Berhalter must optimize USA’s golden generation

USA coach Gregg Berhalter
USA coach Gregg Berhalter

Imagine you are Gregg Berhalter and you are fielding your starting line-up to play the USA’s first World Cup 2022 against Wales and you settle on a 4-3-3. You pick Matt Turner as keeper. He has been playing in place of the injured Zack Steffen and doing such a good job he has earned the slot.

Then from left to right in defense, you choose Antonee Robinson, Aaron Long, Walker Zimmerman, and Sergino Dest. You go with Weston McKinnie at left midfield, Tyler Adams at center-mid, and Brenden Aaronson on the right. In attack, you go with Christian Pulisic on the left, Giovanni Reyna in the center, and Timothy Weah on the right. That is as good a team as the USA can field but with a few choice substitutions given a particular opponent.

The problem the USA faces is that the mentioned team may never get a chance to take the field together. This national team has issues working the ball up from the back under pressure but flourishes when it can possess the ball in the upper two-thirds of the field and avoids long opposition forays in the USA’s latter third. To do this, they need technically strong, intelligent, and speedy offensive players and their top midfielders playing together. The mentioned line-up would allow the best the Yanks have to offer to ply their trades together. But knowing how to set up a team that optimizes the USA’s offensive strengths and minimizes their exposure on defense are two things Berhalter has been unable to grasp or effectively act upon.

But you are in charge now.

So, then, assume you are in the second half of that game with Wales and are reaching the 70th-minute mark and have a 2-1 lead. Your guys have been mostly controlling the game, with but a Bale goal, since the moment you first took the lead in the first half. In fact, the Yanks have been holding on since taking the lead for the second time, in the 47th minute and now you have a chance to substitute Pulisic (with Josh Sargent), McKinnie (Cristian Roldan), Adams (Kellyn Acosta), Aaronson (Yunus Musah), and Long (Chris Richards), giving some key starters a deserved breather and saving them for the big next game against England while providing key subs with exposure to cup competition.

You coast to victory and three golden points. Then start thinking about England.

Now you begin to plan how to deal with the speedy Bukayo Saka and Raheem Sterling on the wings and the deadly Harry Kane down the middle. You trust that your veteran duo of Long and Zimmerman will be up to the task of canceling out Kane while simultaneously supporting the defensive wingers should either be left in the dust by their offensive opposites. Yet you know Dest and Robinson are not slow or awkward and probably will be up to the task, particularly with their central defenders’ help, of handling the wings.

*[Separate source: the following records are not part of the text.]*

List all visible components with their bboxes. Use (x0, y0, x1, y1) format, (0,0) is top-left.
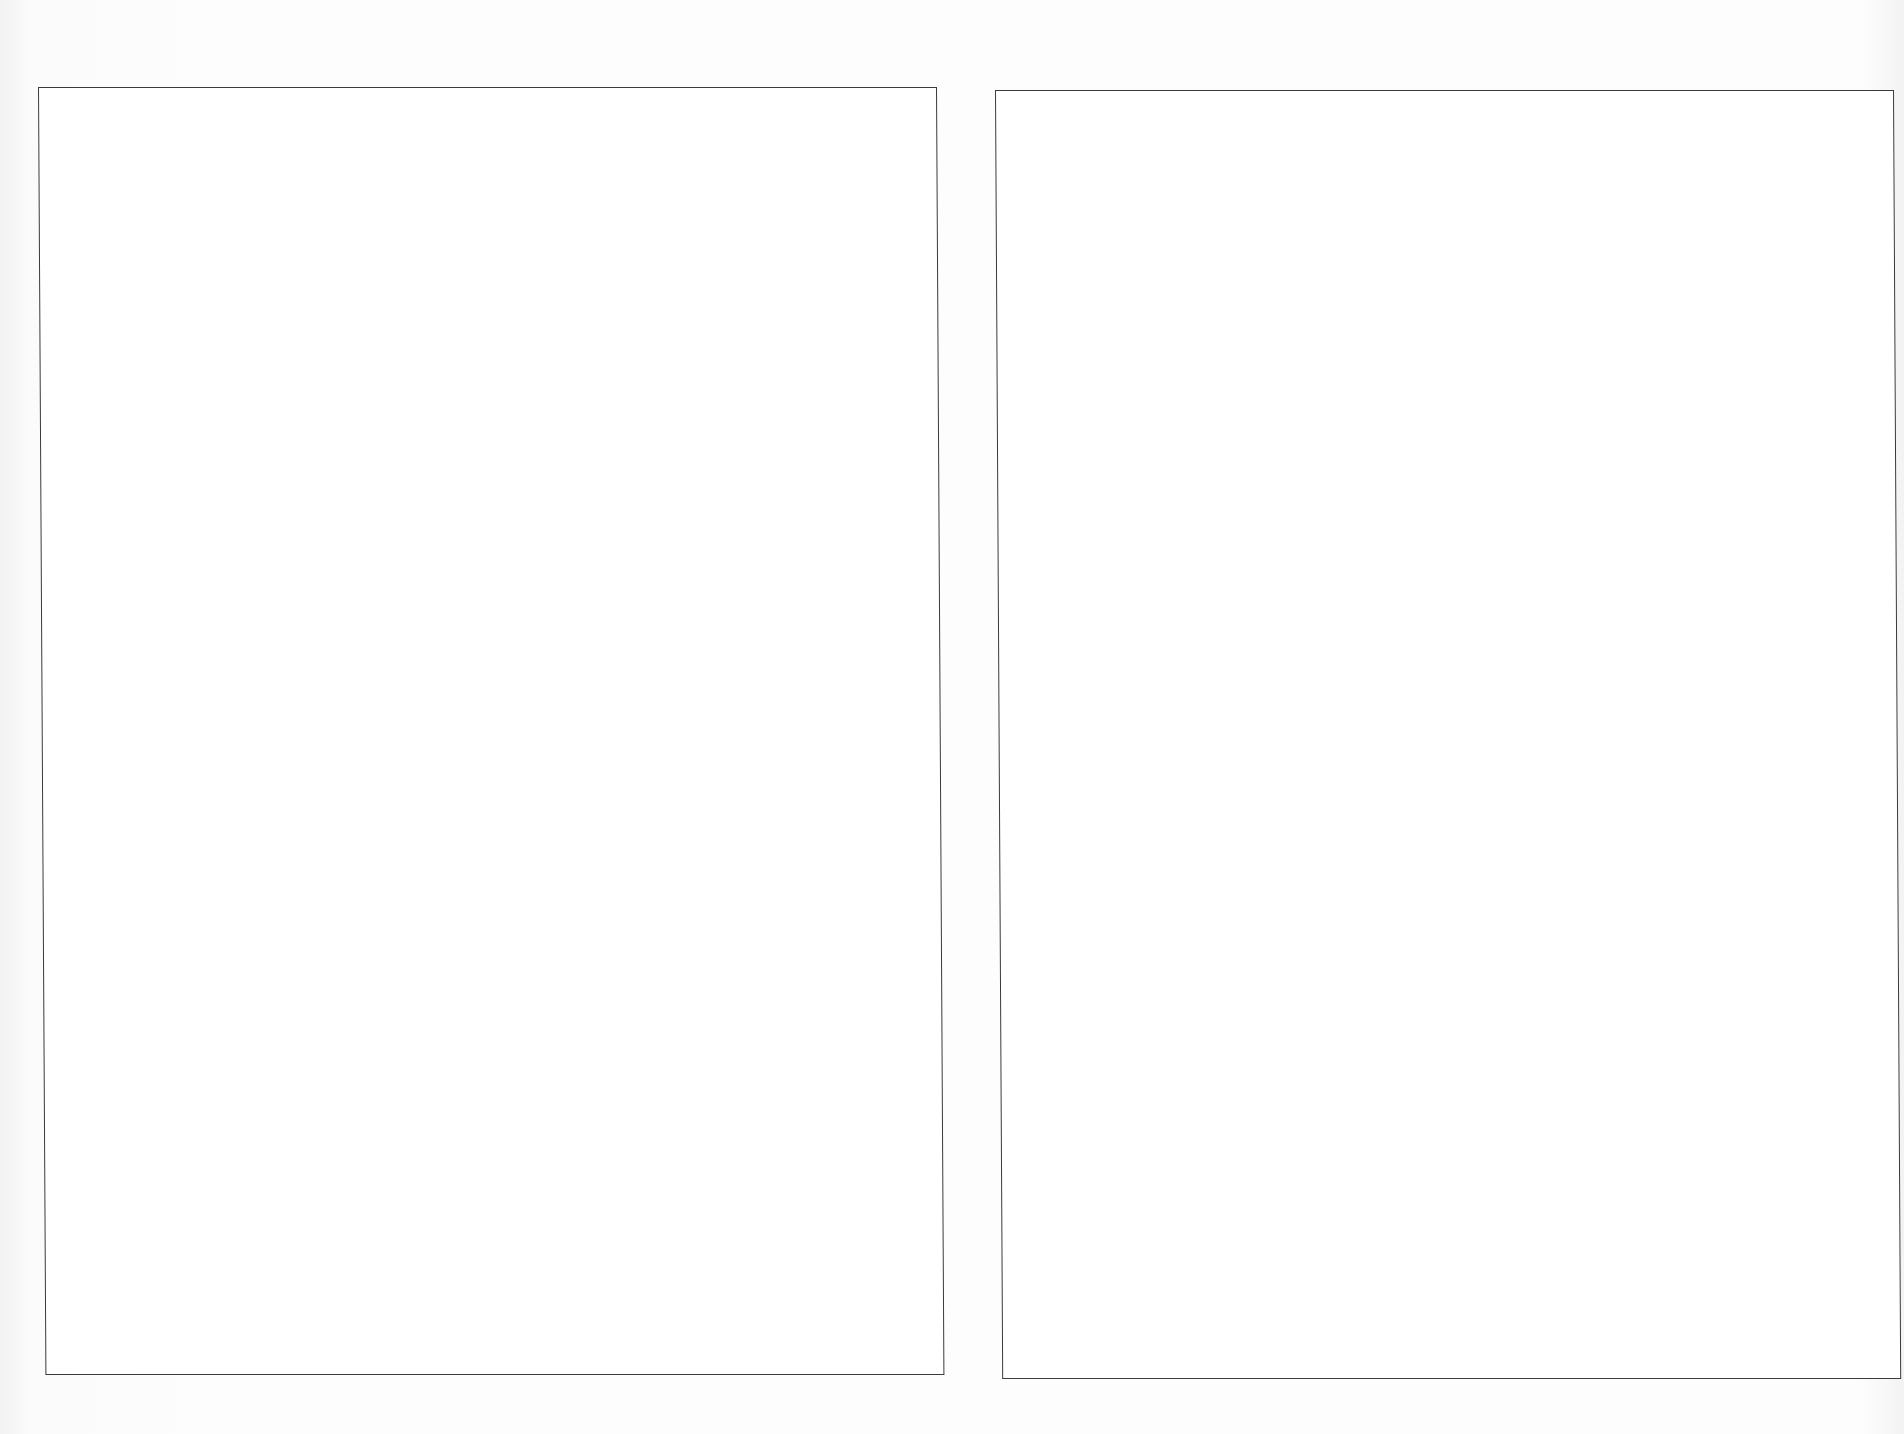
scanned-page (0, 0, 1904, 1434)
left-figure-frame (38, 87, 944, 1375)
right-figure-frame (995, 90, 1901, 1379)
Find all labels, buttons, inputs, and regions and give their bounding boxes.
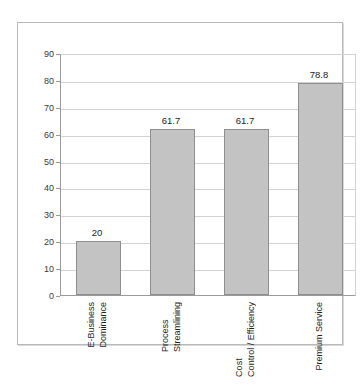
category-label-line: Cost (233, 302, 245, 377)
y-axis-tick-label: 40 (20, 184, 54, 193)
category-label-line: Premium Service (313, 302, 325, 371)
category-label-line: Process (159, 302, 171, 352)
y-axis-tick-label: 80 (20, 77, 54, 86)
bar-value-label: 20 (67, 228, 127, 238)
bar[interactable] (150, 129, 195, 295)
bar[interactable] (298, 83, 343, 295)
bar-value-label: 61.7 (141, 116, 201, 126)
y-axis-tick-label: 10 (20, 265, 54, 274)
plot-area (60, 54, 356, 296)
category-label-line: Control / Efficiency (245, 302, 257, 377)
bar-value-label: 78.8 (289, 70, 349, 80)
category-label: Premium Service (313, 302, 325, 371)
category-label-line: Streamlining (171, 302, 183, 352)
y-axis-tick-label: 50 (20, 158, 54, 167)
y-axis-tick-label: 90 (20, 50, 54, 59)
y-axis-tick-label: 30 (20, 211, 54, 220)
category-label-line: Dominance (97, 302, 109, 348)
bar-value-label: 61.7 (215, 116, 275, 126)
category-label-line: E-Business (85, 302, 97, 348)
y-axis-tick-label: 0 (20, 292, 54, 301)
category-label: E-BusinessDominance (85, 302, 109, 348)
bar[interactable] (224, 129, 269, 295)
bar[interactable] (76, 241, 121, 295)
y-axis-tick-label: 60 (20, 131, 54, 140)
y-axis-tick-mark (56, 296, 60, 297)
y-axis-tick-label: 70 (20, 104, 54, 113)
y-axis-tick-label: 20 (20, 238, 54, 247)
category-label: ProcessStreamlining (159, 302, 183, 352)
chart-frame: 9080706050403020100 2061.761.778.8 E-Bus… (17, 22, 343, 345)
category-label: CostControl / Efficiency (233, 302, 257, 377)
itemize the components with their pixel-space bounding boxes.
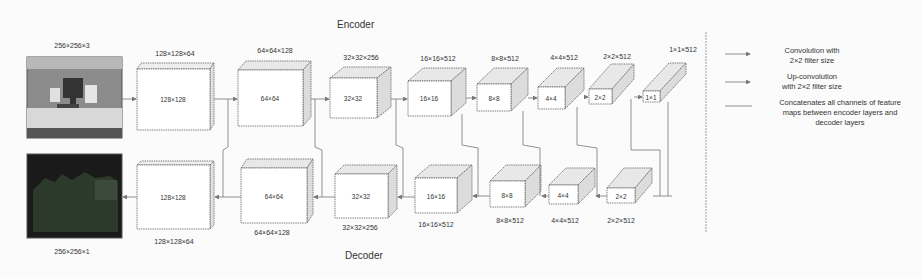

In midfield this time you have partnered McKinnie with Acosta and Adams to provide more defensive heft while on offense you have kept Pulisic and Weah but added Musah to have speed all around in attack. Now you have the chance to catch the likes of English defensive options Trippier or Maguire flat-footed, requiring midfield assistance. Meanwhile, your tougher mid-three serve to counter England’s potential four-man midfield of Rice, Bellingham, Mount, and Shaw with USA players who can keep up physically and technically. In fact, given who will be facing whom at either end of the field, with this line-up the USA has the better matchups if not always the better players.

When again you pull ahead on the scoreboard, this time at around the 80th minute, you again substitute your key starters with Sargent, Roldan, Aaronson, Richards, and Paul Arriola, trusting them to bring the win home. The stars avoid the latter fifteen minutes of chippy play including some tough tackling by the frustrated English while getting some additional rest for the final game against the Iranians.

You start your top players again, in that final game, those mentioned at the top, and this time you keep them in until they need a break or something on the field changes to require or suggest an advantage will be obtained with a substitution. Otherwise, the very physical but also technical game will be of value to your top guns going forward, so you keep them in to have them feel the weight of a complete World Cup match ahead of the Round of 16 encounter with Senegal.

At this point, you are relieved to be into the knockout round while trying to put together a lineup that nullifies Sadio Mane and gets around Eduoard Mendy and Kalidou Koulibaly and you need a lot of luck for that. Meanwhile, your tired and bruised charges need to recoup in time for the next battle. How prepared is the USA delegation—do they compare to the Senegalese 327-person entourage?

Now we are back in reality in Qatar and with Berhalter as the coach.

The Yanks are staying at a luxury hotel with its own man-made beach, but what about professional sports recuperation equipment? What will the USA delegation have available at its camp in terms of recuperative technology—ice baths, cupping, cryo saunas, leg sleeves, electro-stimulation, and spa massages? These are the types of logistical supports that can make or break a World Cup campaign and knowing Berhalter the planner some thought will have gone into this aspect of the USA’s Qatari experience. The shame is it will be all for naught if that previously planned game day lineup is not just right.